How am I supposed to figure out what to do with my life?
Working at a university, I get this question a lot, from the visiting high school student to the college sophomore beginning to realize that the major they entered college for won’t be the one they graduate with. “What am I going to do for a job with my degree?”
While it’s overly simplistic to quickly quip, “You were created a human being, not a human doing,” it’s also imperative that somehow that message gets (tactfully) conveyed. Ours is a call to being before it is ever a call to doing. In fact, our primary identity, before anything else in life, is that we are the object of God’s affection. And as followers of Jesus, our calling is not first and foremost about how we get financially compensated for what we do.
Tragically, we live in a world today that often values people primarily for what they produce. Worse, we mistake identity for vocation: “I am a lawyer,” or “I am a teacher.” While the identification itself isn’t untrue, it is woefully incomplete. You may very well teach, and even be great at it, but you are so much more than only a teacher.
Jobs, even careers, come and go. But they are not the primary means by which our influence is gained. Nor are they platforms from which to legislate the gospel. They are places where our identities, passions, skills, and character—the unique ways we are put together—find their place in what God is already at work doing in his world.
Perhaps this is exactly what the prophet Jeremiah had in mind when he wrote long ago:
This is what the LORD says:
“Let not the wise boast of their wisdom
or the strong boast of their strength
or the rich boast of their riches,
but let the one who boasts boast about this:
that they have the understanding to know me,
that I am the Lord, who exercises kindness,
justice and righteousness on earth,
for in these I delight,”
declares the Lord (Jer. 9:23-24).
Maybe we should start asking our children not “What do you want to be when you grow up?” but “Who do you want to be?”
About the Author
Aaron Baart lives in Sioux Center, Iowa, with his family of seven. He serves as the dean of chapel at Dordt University and is the co-founder and president of One Body One Hope, a church-planting and community development ministry in Liberia. He and his family attend First Reformed Church in Sioux Center. He co-authored Vivid: Deepening Your Colors with Syd Hielema.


Starting at the top of the entries, restate word for word each line up to and including the one with "Image is 868x397 pixels.".

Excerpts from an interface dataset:
______________________________

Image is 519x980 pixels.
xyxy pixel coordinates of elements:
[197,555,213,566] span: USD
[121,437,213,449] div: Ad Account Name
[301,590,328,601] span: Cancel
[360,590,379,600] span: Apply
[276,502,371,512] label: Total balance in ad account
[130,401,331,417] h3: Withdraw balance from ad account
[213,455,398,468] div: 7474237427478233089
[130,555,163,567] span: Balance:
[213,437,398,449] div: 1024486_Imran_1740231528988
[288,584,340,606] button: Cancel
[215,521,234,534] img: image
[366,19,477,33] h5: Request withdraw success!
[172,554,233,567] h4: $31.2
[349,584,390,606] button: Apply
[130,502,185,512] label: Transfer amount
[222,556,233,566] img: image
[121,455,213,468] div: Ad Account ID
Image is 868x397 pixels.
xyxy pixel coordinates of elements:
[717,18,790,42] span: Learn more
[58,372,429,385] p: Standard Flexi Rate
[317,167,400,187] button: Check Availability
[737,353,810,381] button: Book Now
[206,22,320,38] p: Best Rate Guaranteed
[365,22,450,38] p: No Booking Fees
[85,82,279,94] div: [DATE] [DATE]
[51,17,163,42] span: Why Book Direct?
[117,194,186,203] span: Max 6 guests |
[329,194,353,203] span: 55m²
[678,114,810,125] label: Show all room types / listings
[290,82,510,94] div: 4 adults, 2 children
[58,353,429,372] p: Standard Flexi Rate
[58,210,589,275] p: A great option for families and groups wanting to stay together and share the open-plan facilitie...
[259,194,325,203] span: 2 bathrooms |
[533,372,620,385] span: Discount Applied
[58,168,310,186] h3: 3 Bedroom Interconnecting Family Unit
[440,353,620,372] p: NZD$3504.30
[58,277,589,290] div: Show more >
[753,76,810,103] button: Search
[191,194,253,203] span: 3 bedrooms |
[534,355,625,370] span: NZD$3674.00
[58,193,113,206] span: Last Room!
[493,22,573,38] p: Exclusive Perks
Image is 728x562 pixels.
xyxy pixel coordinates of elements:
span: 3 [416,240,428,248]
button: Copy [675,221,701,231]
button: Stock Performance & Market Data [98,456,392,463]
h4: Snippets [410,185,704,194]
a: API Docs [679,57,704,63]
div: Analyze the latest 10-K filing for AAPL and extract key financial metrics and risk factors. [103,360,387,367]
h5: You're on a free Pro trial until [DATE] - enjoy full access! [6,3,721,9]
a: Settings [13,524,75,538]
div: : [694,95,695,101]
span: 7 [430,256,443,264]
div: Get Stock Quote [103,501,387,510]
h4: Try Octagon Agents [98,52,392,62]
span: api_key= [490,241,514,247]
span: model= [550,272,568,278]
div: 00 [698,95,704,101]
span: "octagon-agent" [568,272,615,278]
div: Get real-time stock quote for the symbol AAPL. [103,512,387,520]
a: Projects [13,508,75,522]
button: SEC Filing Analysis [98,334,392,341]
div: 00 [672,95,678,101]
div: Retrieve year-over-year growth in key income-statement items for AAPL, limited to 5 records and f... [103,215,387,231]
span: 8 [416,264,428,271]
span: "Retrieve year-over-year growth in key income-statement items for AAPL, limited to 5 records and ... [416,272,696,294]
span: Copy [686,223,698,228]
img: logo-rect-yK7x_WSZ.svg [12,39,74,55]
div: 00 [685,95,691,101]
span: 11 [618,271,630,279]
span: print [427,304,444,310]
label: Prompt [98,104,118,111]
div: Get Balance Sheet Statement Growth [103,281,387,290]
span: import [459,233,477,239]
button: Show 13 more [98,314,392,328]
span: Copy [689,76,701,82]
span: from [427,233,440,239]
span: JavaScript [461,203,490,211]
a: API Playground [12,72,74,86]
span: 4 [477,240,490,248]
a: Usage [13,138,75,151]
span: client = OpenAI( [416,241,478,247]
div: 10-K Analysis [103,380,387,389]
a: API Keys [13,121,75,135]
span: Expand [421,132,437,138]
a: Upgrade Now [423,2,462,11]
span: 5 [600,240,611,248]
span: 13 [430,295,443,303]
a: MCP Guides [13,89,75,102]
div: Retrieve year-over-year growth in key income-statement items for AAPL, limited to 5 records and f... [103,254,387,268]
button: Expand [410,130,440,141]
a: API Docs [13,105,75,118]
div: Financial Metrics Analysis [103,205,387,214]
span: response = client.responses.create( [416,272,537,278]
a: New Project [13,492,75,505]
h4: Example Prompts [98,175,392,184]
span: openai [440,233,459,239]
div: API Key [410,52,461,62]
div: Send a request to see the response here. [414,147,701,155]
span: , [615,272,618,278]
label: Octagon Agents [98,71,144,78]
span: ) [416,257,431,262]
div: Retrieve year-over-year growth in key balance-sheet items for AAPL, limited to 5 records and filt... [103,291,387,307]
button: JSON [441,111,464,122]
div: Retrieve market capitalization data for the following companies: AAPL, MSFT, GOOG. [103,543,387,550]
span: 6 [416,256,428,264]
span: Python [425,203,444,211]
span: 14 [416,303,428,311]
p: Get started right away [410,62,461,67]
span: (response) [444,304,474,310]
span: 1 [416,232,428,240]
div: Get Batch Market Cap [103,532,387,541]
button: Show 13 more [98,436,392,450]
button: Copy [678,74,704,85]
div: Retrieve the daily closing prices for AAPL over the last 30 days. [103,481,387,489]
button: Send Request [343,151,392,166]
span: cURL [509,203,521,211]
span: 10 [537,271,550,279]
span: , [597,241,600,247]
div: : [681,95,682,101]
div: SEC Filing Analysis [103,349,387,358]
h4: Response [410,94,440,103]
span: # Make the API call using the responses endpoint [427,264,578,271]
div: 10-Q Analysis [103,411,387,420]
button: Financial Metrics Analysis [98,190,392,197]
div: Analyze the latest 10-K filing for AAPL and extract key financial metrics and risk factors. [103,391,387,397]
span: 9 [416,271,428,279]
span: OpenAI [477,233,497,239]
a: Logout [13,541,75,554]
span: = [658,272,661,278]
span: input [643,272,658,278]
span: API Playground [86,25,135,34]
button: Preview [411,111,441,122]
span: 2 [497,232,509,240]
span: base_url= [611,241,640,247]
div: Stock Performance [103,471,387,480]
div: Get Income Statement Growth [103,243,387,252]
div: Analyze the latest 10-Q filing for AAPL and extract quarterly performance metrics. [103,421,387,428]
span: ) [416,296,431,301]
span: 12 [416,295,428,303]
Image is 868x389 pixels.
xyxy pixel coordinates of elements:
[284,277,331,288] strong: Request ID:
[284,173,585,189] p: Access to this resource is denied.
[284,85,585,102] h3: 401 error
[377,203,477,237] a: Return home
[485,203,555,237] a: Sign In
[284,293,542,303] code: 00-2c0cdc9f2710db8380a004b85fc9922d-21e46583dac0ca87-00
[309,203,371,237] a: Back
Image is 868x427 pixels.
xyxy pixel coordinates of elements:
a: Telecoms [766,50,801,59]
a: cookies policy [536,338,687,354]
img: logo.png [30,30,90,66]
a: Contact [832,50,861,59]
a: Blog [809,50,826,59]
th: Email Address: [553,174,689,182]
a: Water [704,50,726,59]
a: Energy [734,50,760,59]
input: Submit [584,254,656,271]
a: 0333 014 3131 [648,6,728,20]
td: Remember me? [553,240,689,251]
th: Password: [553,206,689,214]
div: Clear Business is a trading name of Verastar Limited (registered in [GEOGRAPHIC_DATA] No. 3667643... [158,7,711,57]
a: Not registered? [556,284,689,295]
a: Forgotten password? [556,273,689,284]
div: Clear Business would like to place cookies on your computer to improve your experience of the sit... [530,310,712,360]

______________________________

* Answer for the task
Image is 519x980 pixels.
xyxy pixel coordinates of elements:
[197,555,213,566] span: USD
[121,437,213,449] div: Ad Account Name
[301,590,328,601] span: Cancel
[360,590,379,600] span: Apply
[276,502,371,512] label: Total balance in ad account
[130,401,331,417] h3: Withdraw balance from ad account
[213,455,398,468] div: 7474237427478233089
[130,555,163,567] span: Balance:
[213,437,398,449] div: 1024486_Imran_1740231528988
[288,584,340,606] button: Cancel
[215,521,234,534] img: image
[366,19,477,33] h5: Request withdraw success!
[172,554,233,567] h4: $31.2
[349,584,390,606] button: Apply
[130,502,185,512] label: Transfer amount
[222,556,233,566] img: image
[121,455,213,468] div: Ad Account ID
Image is 868x397 pixels.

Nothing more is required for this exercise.